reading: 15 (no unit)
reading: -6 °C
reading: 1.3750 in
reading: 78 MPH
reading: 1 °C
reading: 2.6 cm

------------------------------------------------

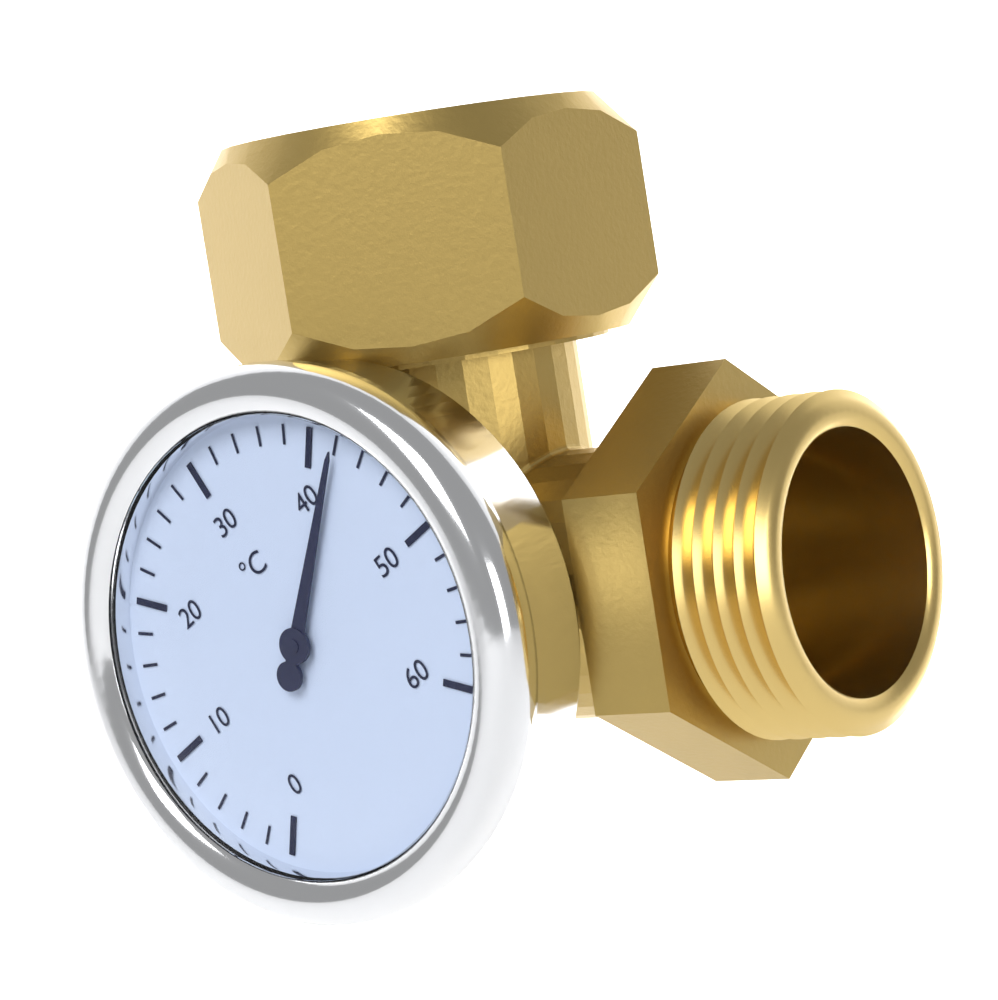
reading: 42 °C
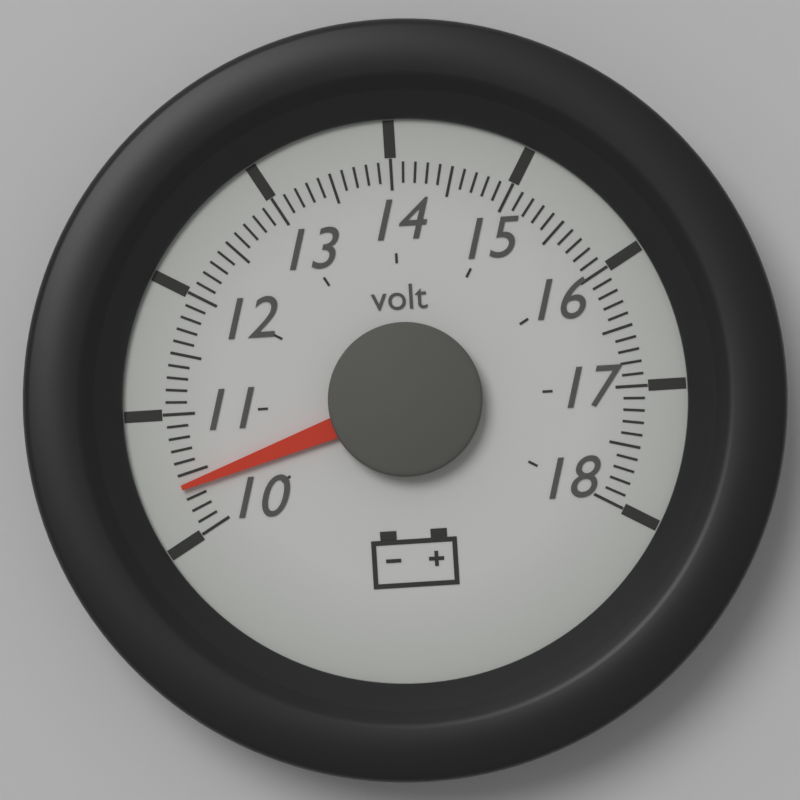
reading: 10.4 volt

------------------------------------------------

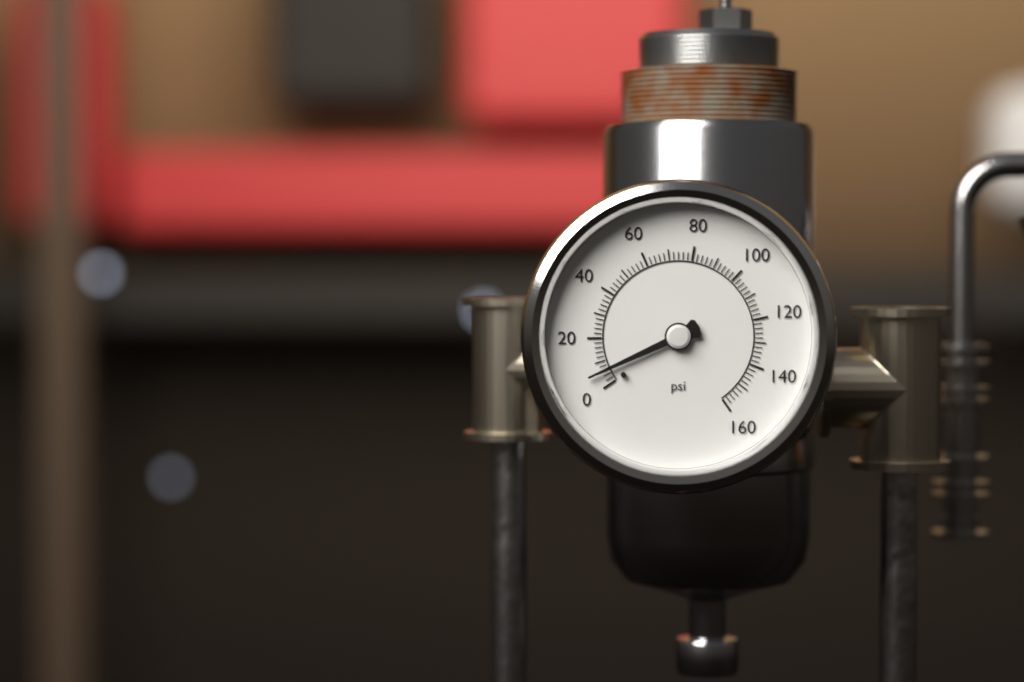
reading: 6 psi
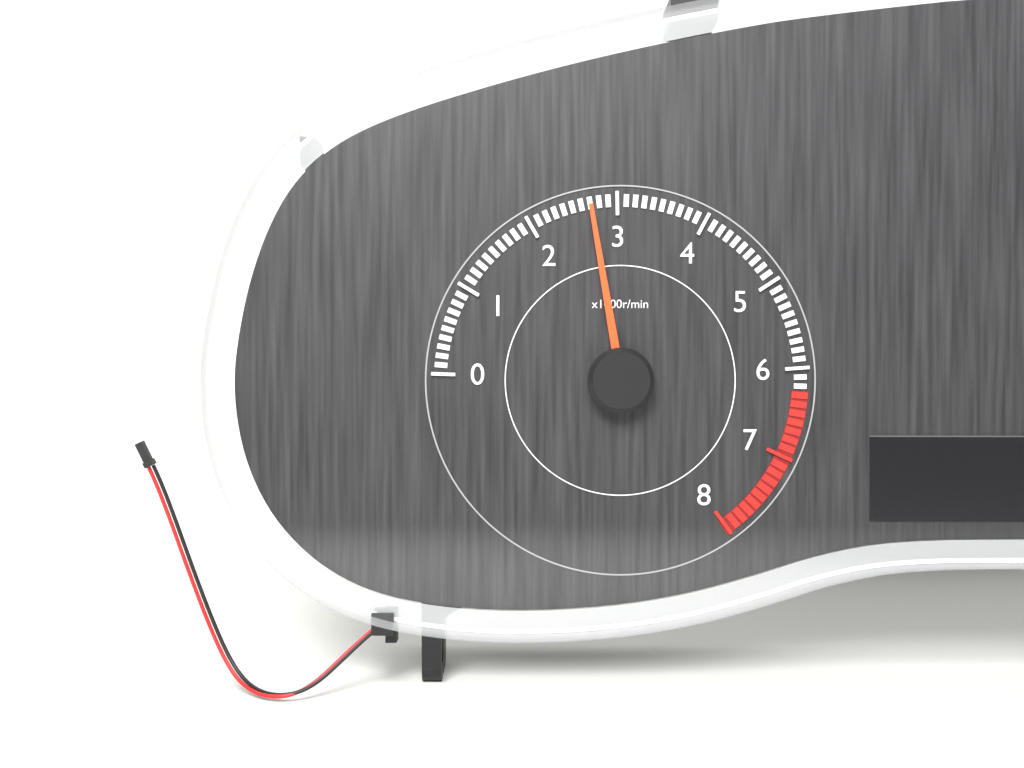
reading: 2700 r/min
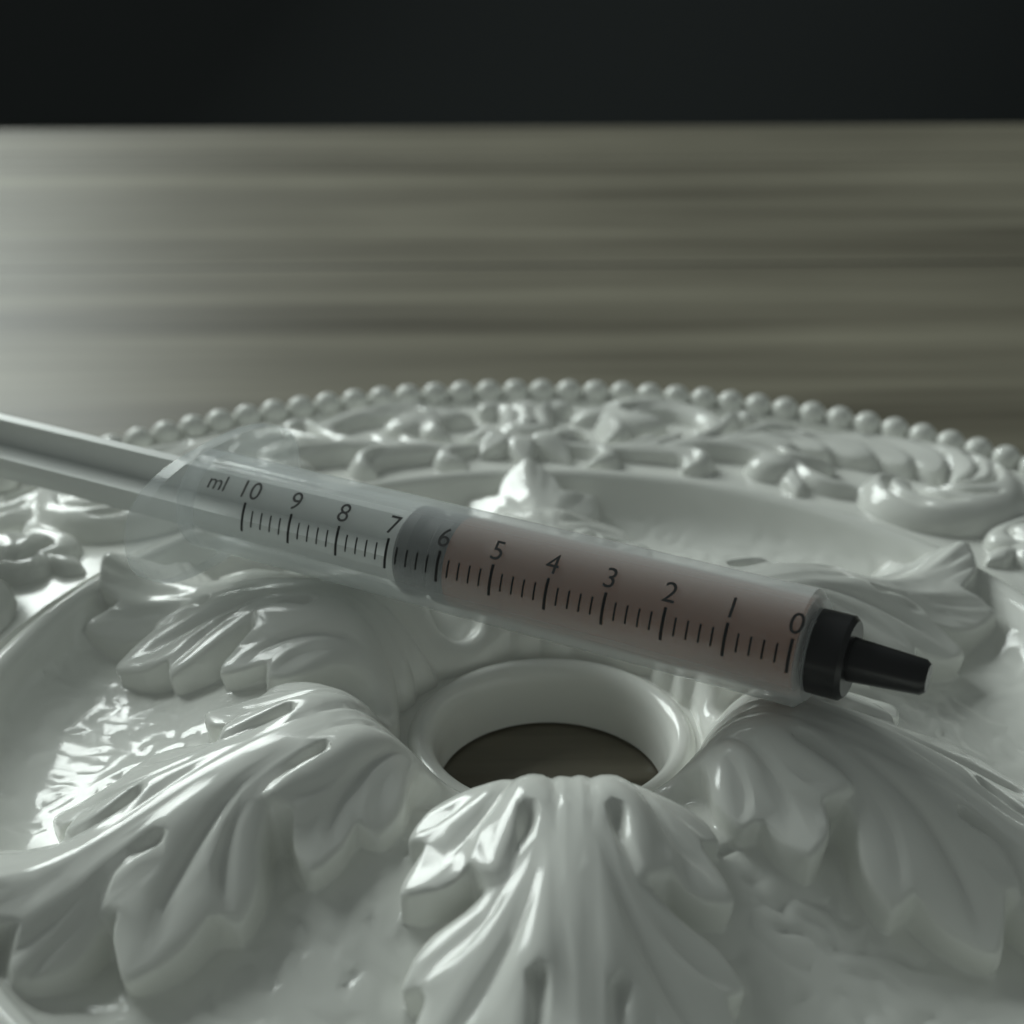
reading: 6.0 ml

------------------------------------------------

### Activity
Out of the data above, transcribe exactly and only the lines starting with the line that has "reading: 15 (no unit)" and going on through the line that has "reading: 2.6 cm", both included.

### Solution to the exercise
reading: 15 (no unit)
reading: -6 °C
reading: 1.3750 in
reading: 78 MPH
reading: 1 °C
reading: 2.6 cm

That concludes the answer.